Tasmanian logging report finds link to aquatic decline

A landmark report calls for a fundamental rethink of Tasmania’s controversial logging practices, finding “significant” links to downstream siltation of waterways and declines in aquatic life.

Conducted by experts from the University of Tasmania and the state Forest Practices Authority, it finds a “significant relationship” between upstream clear-fell logging and forest burning and downstream sediment and declines in aquatic life.

The study, comparing 43 waterway reaches in logging and non-logging catchments, found that sedi­ment run-off from logging and from unsealed logging roads had impacts as far as 10km downstream.

The findings are significant ­because the FPA and Forestry Tasmania have resisted calls to recognise downstream impacts by imposing logging-free buffer zones around headwaters flowing into the habitat of threatened species such as the giant freshwater crayfish.

Despite being partly funded by the FPA and Forestry Tasmania, and involving one FPA res­earcher, the report calls for a broad rethink of forestry planning and practices.

It urges a shift away from reliance on logging plans based around small parcels or coupes.

“We see an expanded focus on estate-level forest management in Tasmania as desirable,” conclude the authors, led by UTAS adjunct professor Peter Davies, a former FPA deputy chairman and adviser to the Murray-Darling Basin Authority.

“(This should be) with long-term forest practice plans complementing the shorter-term coupe/parcel-based ‚Ķ planning process.”

It also calls for measures to prevent run-off from unsealed gravel logging roads into waterways, and changes to the extent and intensity of post-logging forest burns.

The report was hailed as a ¬≠potential game-charger by ¬≠experts pushing for tighter forest practices. “Their own science is now backing up the fact that even a minor amount of clearing of headwaters causes sediment ¬≠issues to the detriment of juvenile crayfish,” said giant freshwater crayfish expert Todd Walsh.

“This report supports the idea of putting some decent, 30m buffers (of trees left standing) around selected headwaters, and to say that we won’t log more than a ¬≠certain percentage of selected sub-catchments.”

The state’s Forest Practices Code requires a 30m buffer of trees around waterways containing giant freshwater crayfish, but this does not apply to headwaters that feed into such areas.

The state said it, with the FPA and Forestry Tasmania, would “consider the report and its application to the Forest Practices Code, after scientific review”.

The study found a “significant relationship” between the percentage of a catchment subject to “clear-fell, burn and sow” forestry and numbers of aquatic insects, mayfly, stonefly and caddisfly, found downstream.

There was also a “clear and significant relationship” between cleared areas and the amount of sand and silt downstream.

A “significant” link was found between unsealed logging roads and a decline in the aquatic insect species downstream, while numbers of giant freshwater crayfish dropped dramatically in heavily clear-felled catchments.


Each entry should be set down again verbatim, with the images omitted.

Start of SUPPLIED MATERIAL

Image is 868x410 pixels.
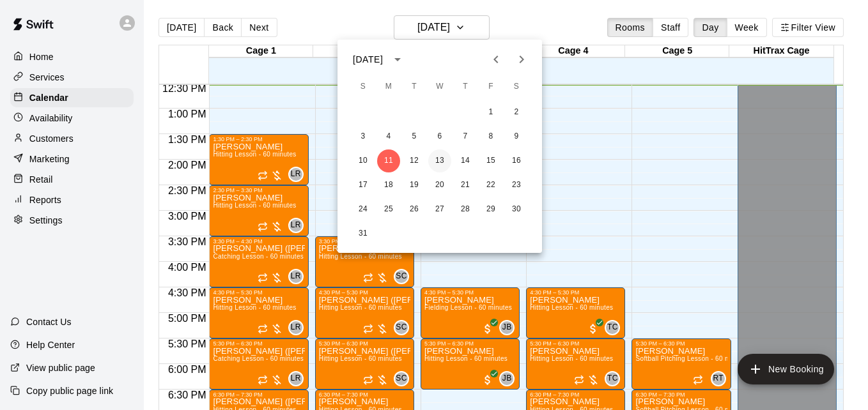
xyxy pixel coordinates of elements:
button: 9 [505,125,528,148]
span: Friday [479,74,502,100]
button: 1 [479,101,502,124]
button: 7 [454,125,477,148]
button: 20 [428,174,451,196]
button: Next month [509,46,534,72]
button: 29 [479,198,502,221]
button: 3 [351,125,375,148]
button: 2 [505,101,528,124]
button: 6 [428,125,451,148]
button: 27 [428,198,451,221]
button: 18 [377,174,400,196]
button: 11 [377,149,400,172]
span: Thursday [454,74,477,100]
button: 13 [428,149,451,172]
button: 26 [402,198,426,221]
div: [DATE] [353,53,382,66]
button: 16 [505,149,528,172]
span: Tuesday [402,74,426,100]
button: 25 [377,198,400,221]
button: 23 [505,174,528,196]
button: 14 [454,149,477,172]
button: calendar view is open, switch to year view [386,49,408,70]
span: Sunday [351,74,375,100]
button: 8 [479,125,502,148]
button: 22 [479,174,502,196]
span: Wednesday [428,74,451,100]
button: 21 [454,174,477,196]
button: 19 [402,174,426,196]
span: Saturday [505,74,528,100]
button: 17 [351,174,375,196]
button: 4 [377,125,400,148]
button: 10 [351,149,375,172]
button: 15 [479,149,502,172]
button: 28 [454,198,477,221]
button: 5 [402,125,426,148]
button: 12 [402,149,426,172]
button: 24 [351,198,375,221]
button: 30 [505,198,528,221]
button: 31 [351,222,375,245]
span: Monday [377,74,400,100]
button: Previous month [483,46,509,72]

End of SUPPLIED MATERIAL

- ANSWER FOR THE TASK:
Image is 868x410 pixels.
xyxy pixel coordinates of elements:
button: 9 [505,125,528,148]
span: Friday [479,74,502,100]
button: 1 [479,101,502,124]
button: 7 [454,125,477,148]
button: 20 [428,174,451,196]
button: Next month [509,46,534,72]
button: 29 [479,198,502,221]
button: 3 [351,125,375,148]
button: 2 [505,101,528,124]
button: 6 [428,125,451,148]
button: 27 [428,198,451,221]
button: 18 [377,174,400,196]
button: 11 [377,149,400,172]
span: Thursday [454,74,477,100]
button: 13 [428,149,451,172]
button: 26 [402,198,426,221]
div: [DATE] [353,53,382,66]
button: 16 [505,149,528,172]
span: Tuesday [402,74,426,100]
button: 25 [377,198,400,221]
button: 23 [505,174,528,196]
button: 14 [454,149,477,172]
button: calendar view is open, switch to year view [386,49,408,70]
span: Sunday [351,74,375,100]
button: 8 [479,125,502,148]
button: 22 [479,174,502,196]
span: Wednesday [428,74,451,100]
button: 21 [454,174,477,196]
button: 19 [402,174,426,196]
span: Saturday [505,74,528,100]
button: 17 [351,174,375,196]
button: 4 [377,125,400,148]
button: 10 [351,149,375,172]
button: 15 [479,149,502,172]
button: 28 [454,198,477,221]
button: 5 [402,125,426,148]
button: 12 [402,149,426,172]
button: 24 [351,198,375,221]
button: 30 [505,198,528,221]
button: 31 [351,222,375,245]
span: Monday [377,74,400,100]
button: Previous month [483,46,509,72]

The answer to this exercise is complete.